E5
Worcester Bosch Boiler
Severity: ModerateWhat Does This Error Mean?
Worcester Bosch E5 means the primary heating flow temperature climbed above the safety threshold.
The PCB shuts the burner down to protect the heat exchanger.
Cause is usually low flow — pump airlocked, dirty filter, frozen condensate trap restricting modulation, or the flow sensor itself reading high.
Fix the cause first, then reset.
Repeated E5 events stress the heat exchanger.
Affected Models
- Worcester Bosch Greenstar 30i
- Worcester Bosch Greenstar 25i
- Worcester Bosch Greenstar 8000 Life
- Worcester Bosch Greenstar 8000 Style
- Worcester Bosch CDi Compact
Common Causes
- Pump airlocked or running too slowly
- Magnetic filter clogged with sludge
- Heat exchanger fouled with limescale
- Heating flow NTC sensor drifting high
- All TRVs closed with no bypass open
- Recent power cut left the pump in a stuck state
How to Fix It
-
Wait for the boiler to cool.
E5 trips at high flow temperature.
Wait at least 30 minutes before resetting.
The PCB reads the cooled sensor and the lockout clears more reliably. -
Check pressure.
Pressure gauge on the boiler should read 1.0-1.5 bar cold.
Below 0.5 bar, top up via the filling loop until 1.0-1.2 bar.
Above 2.5 bar, bleed a radiator briefly. -
Bleed the pump.
Most Worcester Bosch combis have a pump with a bleed screw.
Slow turn anti-clockwise with a small flat-blade screwdriver until water trickles out, then close.
Power-cycle the boiler. -
Open at least one radiator fully.
If every TRV is closed, the pump pushes water against a wall and the boiler overheats locally.
Open the bathroom towel rail or a hallway radiator fully so the pump always has somewhere to send water. -
Clean the magnetic filter.
If a Magnaclean or similar filter is installed, clean it.
Iron sludge from old radiators chokes flow and causes recurring E5.
Annual cleaning is the rule of thumb. -
Engineer step: power flush if scaled.
If E5 returns within hours, the heat exchanger is likely scaled.
A power flush is 400-700 GBP and restores flow.
Worth doing on systems older than 8-10 years if it has not been done recently. -
Reset and observe.
Hold the reset button.
Run a heat call.
Watch for E5 returning within 30 minutes.
If it does, the underlying cause is still present and continued resets risk damaging the heat exchanger.
Frequently Asked Questions
Is E5 dangerous?
The lockout protects the heat exchanger.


**About this exercise:** Each line containing the string "Mahnung" should be copied out of the entries.

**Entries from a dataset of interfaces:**
○ ○ ○ ○
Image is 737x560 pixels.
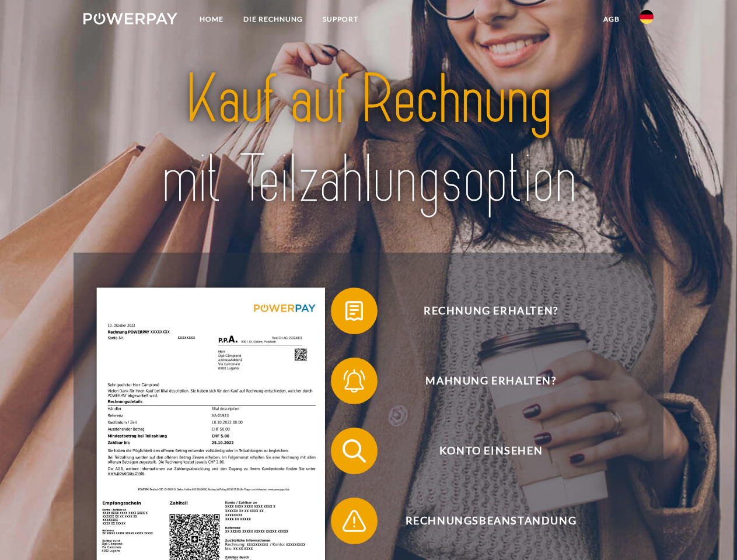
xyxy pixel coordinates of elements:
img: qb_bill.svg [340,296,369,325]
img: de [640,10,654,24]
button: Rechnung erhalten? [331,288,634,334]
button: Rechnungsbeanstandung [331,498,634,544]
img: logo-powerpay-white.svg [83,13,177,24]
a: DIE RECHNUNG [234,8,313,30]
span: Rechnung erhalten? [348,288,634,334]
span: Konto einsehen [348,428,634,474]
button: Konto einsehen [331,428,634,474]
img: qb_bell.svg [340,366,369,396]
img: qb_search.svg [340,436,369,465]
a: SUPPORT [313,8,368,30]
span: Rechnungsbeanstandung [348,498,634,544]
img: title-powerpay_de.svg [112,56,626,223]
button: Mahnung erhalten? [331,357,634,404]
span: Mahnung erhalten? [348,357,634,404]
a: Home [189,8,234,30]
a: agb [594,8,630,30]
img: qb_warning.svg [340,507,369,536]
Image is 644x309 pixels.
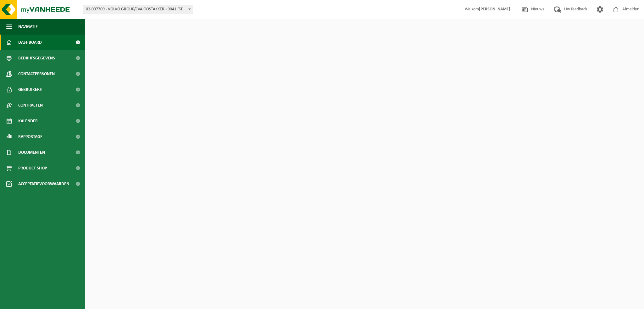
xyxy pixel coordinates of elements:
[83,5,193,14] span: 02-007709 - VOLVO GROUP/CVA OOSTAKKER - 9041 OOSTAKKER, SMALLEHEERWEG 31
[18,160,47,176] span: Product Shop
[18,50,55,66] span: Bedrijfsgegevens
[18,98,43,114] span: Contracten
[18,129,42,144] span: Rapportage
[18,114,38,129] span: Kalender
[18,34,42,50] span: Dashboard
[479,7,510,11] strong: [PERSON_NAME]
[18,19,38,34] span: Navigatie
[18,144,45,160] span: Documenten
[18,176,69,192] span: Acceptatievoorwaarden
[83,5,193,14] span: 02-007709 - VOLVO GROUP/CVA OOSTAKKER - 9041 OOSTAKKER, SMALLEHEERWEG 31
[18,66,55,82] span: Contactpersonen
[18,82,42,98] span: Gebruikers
○ ○ ○ ○
**Your response:**
button: Mahnung erhalten? [331,357,634,404]
span: Mahnung erhalten? [348,357,634,404]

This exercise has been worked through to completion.